Adalah Demands Guarantee of Suitable Representation for Arab Women in Government Positions
On 5 March 2008, Adalah sent letters to the Minister of Communications, the Minister of National Infrastructures, the Minister of Construction and Housing, the Minister of Transport, the Minister of Finance, the Minister of Science and Technology, and the Minister of Industry, Trade and Labor. In the letters, Adalah demanded that suitable representation for Arab women be guaranteed within the offices of the various ministries, in accordance with the Civil Service Law (Appointments) (1959). Article 15A of this law obliges government offices to provide suitable representation to citizens of both sexes and for Arab citizens within the civil service, at all ranks and in professions within each ministry and internal unit. In the letters, Adalah Attorney Sawsan Zaher further demanded that the aforementioned ministries provide data and other facts regarding the implementation of the government’s decisions in this regard, and inform it of the steps they are taking to ensure suitable representation for Arab women.
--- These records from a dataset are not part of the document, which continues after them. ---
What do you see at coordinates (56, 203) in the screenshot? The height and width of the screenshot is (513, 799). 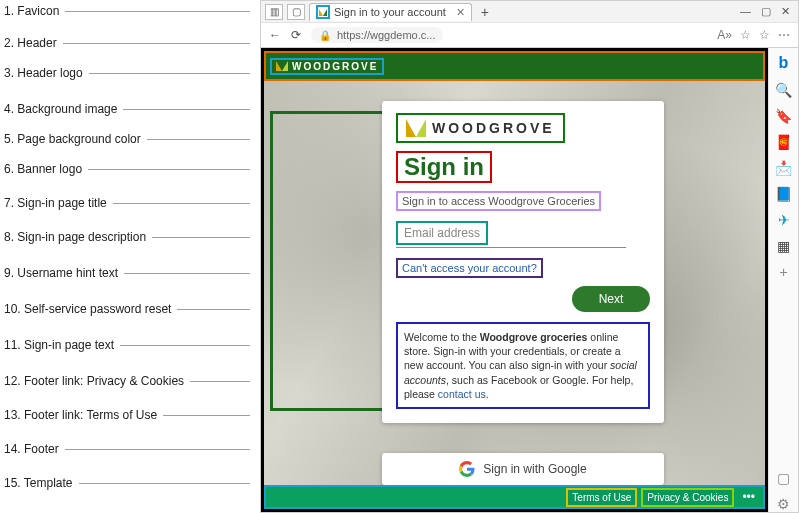 I see `annot-7: 7. Sign-in page title` at bounding box center [56, 203]. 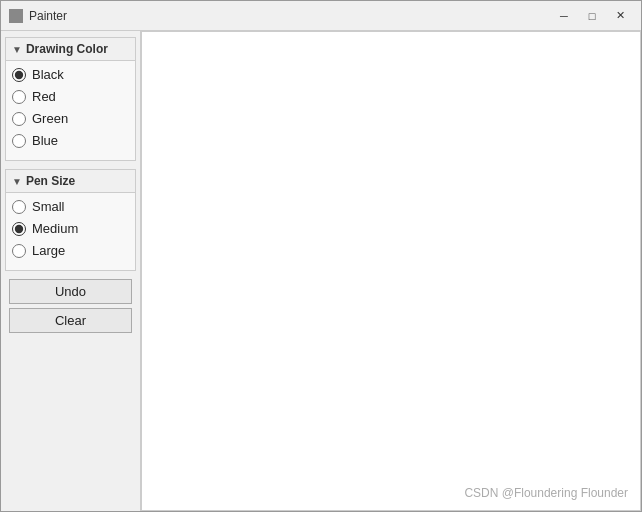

According to a report issued by the Civil Service Commission in 2006 entitled, “Suitable Representation for the Arab Minority, including the Druze and Circassians in the Civil Service”, there is only one Arab woman among the 131 employees working in the Ministry of Communications, for example, as compared to 65 Jewish women. No Arab women work in the Ministry of National Infrastructures, which has 80 Jewish women on its staff. Similarly, two Arab women are employed by the Ministry of Finance, compared with as many as 485 Jewish women. Thus, the percentage of Arab women employed in the civil service is extremely low relative to the percentage of Jewish women. During the years 2004-2006, the number of Arab women working in the civil service rose by a mere 0.1%, and in 2006 Arab women counted for just 2% of civil service employees. The Arab minority in Israel constitutes approximately 20% of the population of the state.
Significantly, the Israeli Supreme Court has recognized the duty of the various state authorities to guarantee and provide for suitable representation among their employees in order to guarantee gender equality, and has stipulated that it is the duty of these authorities to provide suitable representation for women within the civil service. In addition, several international human rights conventions, in particular the International Convention on the Elimination of All Forms of Discrimination Against Women (CEDAW) of 1976, which Israel ratified in 1991, specifies that suitable representation should be guaranteed for women and national minorities. In its concluding comments on Israel from 2005, the UN CEDAW Committee, which is responsible for monitoring the implementation of the CEDAW convention, voiced its concern about the low level of representation of Arab women in the civil service.
In the letter Adalah stressed that, “Despite the government’s agreement to set quotas for suitable representation of Arab citizens in the civil service, in 2004 the percentage of Arab employees in the civil service remained unchanged. Moreover, its decision of 2006 to allocate new positions for Arab citizens in the civil service between 2006 and 2008 has yet to bear fruit, and the percentage of Arab employees in general, and Arab women in particular, within the civil service remains extremely low and virtually unchanged.”